There is no truth except in relation

The Luminaries

The Luminaries
by Eleanor Catton

I’m a bit bemused why this won the Booker Prize. It’s not by any means a bad book, but less than a week after finishing it I’m finding it’s not really stayed with me, and nothing about it felt particularly standout. Except perhaps its size. That’s pretty noticeable.

This is a historical mystery novel with a broad cast of characters (and you know there’s a lot of people to keep track of when a book begins with a character list) who inhabit the New Zealand coastal town of Hokitika during the 1860s. The story opens with the arrival of Mr Walter Moody, come to make his fortune on the nearby goldfields. On his first night in town he stumbles on a secret meeting of 12 men who are trying to get to the bottom of a series of mysterious events that occurred two weeks previously: a prostitute attempted suicide (or did she?), a wealthy (and well-liked) man vanished and a drunken hermit was found dead with a fortune hidden in his home. Moody finds that by chance he has some information that may be pertinent to the gathered men, so they all tell their stories in turn. Or rather their snippets of the same story, because it becomes clear that they are each part of a large jigsaw puzzle that must be reassembled.

“Unconfirmed suspicion tends, over time, to become wilful, fallacious, and prey to the vicissitudes of mood – it acquires all the qualities of common superstition – and the men of the Crown Hotel, whose nexus of allegiance is stitched, after all, in the bright thread of time and motion, have, like all men, no immunity to influence.”

That’s part one, which is 360 pages long – partly because every new character is described in great detail, or at least their physical appearance and temperament are. But that length also comes from the same story effectively being told multiple times from different perspectives, with different details added or assumptions made that are later proved wrong. It’s an interesting way to tell a story, if sometimes confusing, and I think I was a little disappointed that the rest of the novel didn’t follow quite the same style.

From part two the story moves more conventionally forward and then eventually backward in time, much like a detective novel, following the characters trying to unravel the mysteries and then going back to reveal what actually happened. It’s no surprise that all of the odd events are linked together, but figuring out how and why is genuinely intriguing and enjoyable enough to keep me reading without feeling burdened by the book’s 832 pages (except for the occasional sore arm from holding all that size and weight – this is definitely a good argument for the e-book).

“[This] only showed, Moody thought, that a man ought never to trust another man’s evaluation of a third man’s disposition. For human temperament was a volatile compound of perception and circumstance.”

So if it wasn’t the book’s size or the plot that left me unsatisfied, what was it? One thing is that I didn’t really get the book’s main narrative device – the plural narrative voice (as in, the story is told by “we”, not that different narrators take turns). I wasn’t sure who these voices were supposed to be, though I did get a sense they were somehow linked to star signs and astrology, which also pop up at the start of each section. It’s a shame because I quite like the idea of a chorus, like in an old play, but it just didn’t quite work for me. Possibly because I was put off by the astrology references. This is a personal prejudice, but I did think that the astrology didn’t strongly relate to the rest of the story and felt out of place. (It does actually come up as a plot point that’s probably meant to be really important, but I felt could easily have been dropped without affecting the rest of the story at all, so that’s not really key at all, is it?)

“When we looked upon Man, we sought to fix him: we mourned his failures and measured his gifts…But there is no truth except in relation, and heavenly relation is composed of wheels in motion, tilting axes, turning dials; it is a clockwork orchestration that alters every minute, never repeating, never still. We are no longer sheltered in a cloistered reminiscence of the past. We now look outward, through the phantasm of our own convictions.”

I did like the little summary at the start of each chapter, which reminded me a lot of Henry Fielding’s Tom Jones, including the tongue-in-cheek sense of humour with which they are written. And I liked the variety of people, both in terms of nationalities and personalities. But that very plurality also meant that there was no psychological insight into any people or events. It’s a personal preference, I know, but I like to get under someone’s skin in my reading, rather than be held at arm’s length.

Have you read this? What did you think of it?

Published 2013 by Granta.
Winner of the 2013 Man Booker Prize.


(THE TASK):
Every entry below must be retyped exactly, and the pictures must be left out.

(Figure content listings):
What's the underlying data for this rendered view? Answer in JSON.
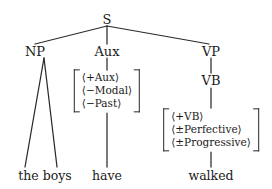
{
  "diagram": {
    "type": "syntax-tree",
    "title": "",
    "background_color": "#ffffff",
    "line_color": "#2a2a2a",
    "text_color": "#1a1a1a",
    "nodes": {
      "root": "S",
      "np": "NP",
      "aux": "Aux",
      "vp": "VP",
      "vb": "VB"
    },
    "terminals": {
      "np_words": "the boys",
      "aux_word": "have",
      "vb_word": "walked"
    },
    "aux_matrix": {
      "rows": [
        "⟨+Aux⟩",
        "⟨−Modal⟩",
        "⟨−Past⟩"
      ]
    },
    "vb_matrix": {
      "rows": [
        "⟨+VB⟩",
        "⟨±Perfective⟩",
        "⟨±Progressive⟩"
      ]
    }
  }
}
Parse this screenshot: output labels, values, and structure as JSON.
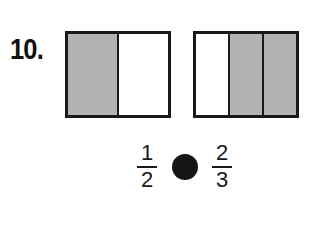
{
  "problem": {
    "number": "10.",
    "models": [
      {
        "name": "left-model",
        "parts": [
          {
            "shaded": true
          },
          {
            "shaded": false
          }
        ]
      },
      {
        "name": "right-model",
        "parts": [
          {
            "shaded": false
          },
          {
            "shaded": true
          },
          {
            "shaded": true
          }
        ]
      }
    ],
    "comparison": {
      "left_fraction": {
        "numerator": "1",
        "denominator": "2"
      },
      "right_fraction": {
        "numerator": "2",
        "denominator": "3"
      },
      "answer_circle": "filled-circle-icon"
    }
  },
  "colors": {
    "shaded": "#b3b3b3",
    "border": "#1a1a1a",
    "circle": "#151515"
  }
}
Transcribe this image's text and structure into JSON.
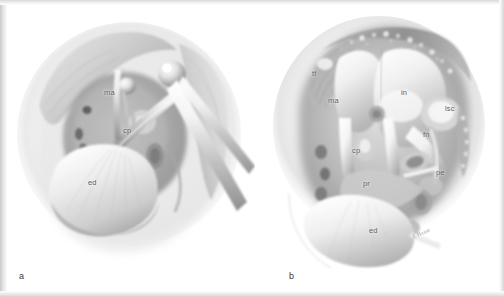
{
  "figure": {
    "domain": "anatomical-illustration",
    "background_color": "#ffffff",
    "ink_color": "#5d5d5d",
    "panels": [
      {
        "id": "a",
        "letter": "a",
        "caption": "",
        "view": "transmastoid surgical exposure with retractors",
        "labels": [
          {
            "key": "ma",
            "text": "ma",
            "meaning": "mastoid antrum",
            "x": 104,
            "y": 86
          },
          {
            "key": "cp",
            "text": "cp",
            "meaning": "cochleariform process",
            "x": 123,
            "y": 124
          },
          {
            "key": "ed",
            "text": "ed",
            "meaning": "endolymphatic duct",
            "x": 88,
            "y": 176
          }
        ]
      },
      {
        "id": "b",
        "letter": "b",
        "caption": "",
        "view": "magnified mastoid cavity with semicircular canal and facial nerve",
        "labels": [
          {
            "key": "tf",
            "text": "tf",
            "meaning": "tegmen / temporal fossa",
            "x": 312,
            "y": 67
          },
          {
            "key": "ma",
            "text": "ma",
            "meaning": "mastoid antrum",
            "x": 329,
            "y": 95
          },
          {
            "key": "in",
            "text": "in",
            "meaning": "incus",
            "x": 401,
            "y": 87
          },
          {
            "key": "lsc",
            "text": "lsc",
            "meaning": "lateral semicircular canal",
            "x": 447,
            "y": 103
          },
          {
            "key": "fn",
            "text": "fn",
            "meaning": "facial nerve",
            "x": 424,
            "y": 128
          },
          {
            "key": "cp",
            "text": "cp",
            "meaning": "cochleariform process",
            "x": 352,
            "y": 144
          },
          {
            "key": "pe",
            "text": "pe",
            "meaning": "pyramidal eminence",
            "x": 436,
            "y": 166
          },
          {
            "key": "pr",
            "text": "pr",
            "meaning": "promontory",
            "x": 363,
            "y": 177
          },
          {
            "key": "ed",
            "text": "ed",
            "meaning": "endolymphatic duct",
            "x": 369,
            "y": 224
          }
        ],
        "artist_credit": {
          "text": "J. Haase",
          "x": 412,
          "y": 228
        }
      }
    ]
  }
}
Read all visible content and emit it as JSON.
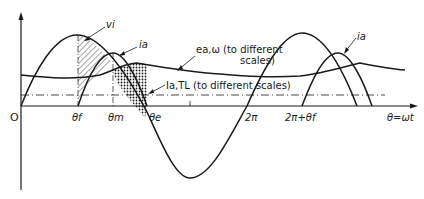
{
  "diagram": {
    "type": "waveform",
    "origin_label": "O",
    "x_axis_label": "θ=ωt",
    "tick_labels": {
      "theta_f": "θf",
      "theta_m": "θm",
      "theta_e": "θe",
      "two_pi": "2π",
      "two_pi_plus_theta_f": "2π+θf"
    },
    "curve_labels": {
      "vi": "vi",
      "ia_first": "ia",
      "ia_second": "ia",
      "ea_omega_line1": "ea,ω (to different",
      "ea_omega_line2": "scales)",
      "ia_tl": "Ia,TL (to different scales)"
    },
    "colors": {
      "stroke": "#1a1a1a",
      "background": "#ffffff"
    }
  }
}
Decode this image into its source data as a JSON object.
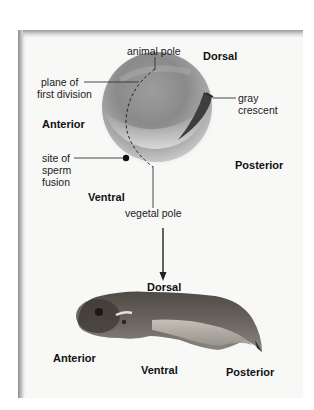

(EXPECTED ANSWER):
What's the underlying data for this rendered view? Answer in JSON.
{
  "diagram": {
    "type": "syntax-tree",
    "title": "",
    "background_color": "#ffffff",
    "line_color": "#2a2a2a",
    "text_color": "#1a1a1a",
    "nodes": {
      "root": "S",
      "np": "NP",
      "aux": "Aux",
      "vp": "VP",
      "vb": "VB"
    },
    "terminals": {
      "np_words": "the boys",
      "aux_word": "have",
      "vb_word": "walked"
    },
    "aux_matrix": {
      "rows": [
        "⟨+Aux⟩",
        "⟨−Modal⟩",
        "⟨−Past⟩"
      ]
    },
    "vb_matrix": {
      "rows": [
        "⟨+VB⟩",
        "⟨±Perfective⟩",
        "⟨±Progressive⟩"
      ]
    }
  }
}
Parse this screenshot: output labels, values, and structure as JSON.
{
  "problem": {
    "number": "10.",
    "models": [
      {
        "name": "left-model",
        "parts": [
          {
            "shaded": true
          },
          {
            "shaded": false
          }
        ]
      },
      {
        "name": "right-model",
        "parts": [
          {
            "shaded": false
          },
          {
            "shaded": true
          },
          {
            "shaded": true
          }
        ]
      }
    ],
    "comparison": {
      "left_fraction": {
        "numerator": "1",
        "denominator": "2"
      },
      "right_fraction": {
        "numerator": "2",
        "denominator": "3"
      },
      "answer_circle": "filled-circle-icon"
    }
  },
  "colors": {
    "shaded": "#b3b3b3",
    "border": "#1a1a1a",
    "circle": "#151515"
  }
}
Transcribe this image's text and structure into JSON.
{
  "figure": {
    "domain": "anatomical-illustration",
    "background_color": "#ffffff",
    "ink_color": "#5d5d5d",
    "panels": [
      {
        "id": "a",
        "letter": "a",
        "caption": "",
        "view": "transmastoid surgical exposure with retractors",
        "labels": [
          {
            "key": "ma",
            "text": "ma",
            "meaning": "mastoid antrum",
            "x": 104,
            "y": 86
          },
          {
            "key": "cp",
            "text": "cp",
            "meaning": "cochleariform process",
            "x": 123,
            "y": 124
          },
          {
            "key": "ed",
            "text": "ed",
            "meaning": "endolymphatic duct",
            "x": 88,
            "y": 176
          }
        ]
      },
      {
        "id": "b",
        "letter": "b",
        "caption": "",
        "view": "magnified mastoid cavity with semicircular canal and facial nerve",
        "labels": [
          {
            "key": "tf",
            "text": "tf",
            "meaning": "tegmen / temporal fossa",
            "x": 312,
            "y": 67
          },
          {
            "key": "ma",
            "text": "ma",
            "meaning": "mastoid antrum",
            "x": 329,
            "y": 95
          },
          {
            "key": "in",
            "text": "in",
            "meaning": "incus",
            "x": 401,
            "y": 87
          },
          {
            "key": "lsc",
            "text": "lsc",
            "meaning": "lateral semicircular canal",
            "x": 447,
            "y": 103
          },
          {
            "key": "fn",
            "text": "fn",
            "meaning": "facial nerve",
            "x": 424,
            "y": 128
          },
          {
            "key": "cp",
            "text": "cp",
            "meaning": "cochleariform process",
            "x": 352,
            "y": 144
          },
          {
            "key": "pe",
            "text": "pe",
            "meaning": "pyramidal eminence",
            "x": 436,
            "y": 166
          },
          {
            "key": "pr",
            "text": "pr",
            "meaning": "promontory",
            "x": 363,
            "y": 177
          },
          {
            "key": "ed",
            "text": "ed",
            "meaning": "endolymphatic duct",
            "x": 369,
            "y": 224
          }
        ],
        "artist_credit": {
          "text": "J. Haase",
          "x": 412,
          "y": 228
        }
      }
    ]
  }
}
Read all visible content and emit it as JSON.
{
  "diagram": {
    "type": "waveform",
    "origin_label": "O",
    "x_axis_label": "θ=ωt",
    "tick_labels": {
      "theta_f": "θf",
      "theta_m": "θm",
      "theta_e": "θe",
      "two_pi": "2π",
      "two_pi_plus_theta_f": "2π+θf"
    },
    "curve_labels": {
      "vi": "vi",
      "ia_first": "ia",
      "ia_second": "ia",
      "ea_omega_line1": "ea,ω (to different",
      "ea_omega_line2": "scales)",
      "ia_tl": "Ia,TL (to different scales)"
    },
    "colors": {
      "stroke": "#1a1a1a",
      "background": "#ffffff"
    }
  }
}
Decode this image into its source data as a JSON object.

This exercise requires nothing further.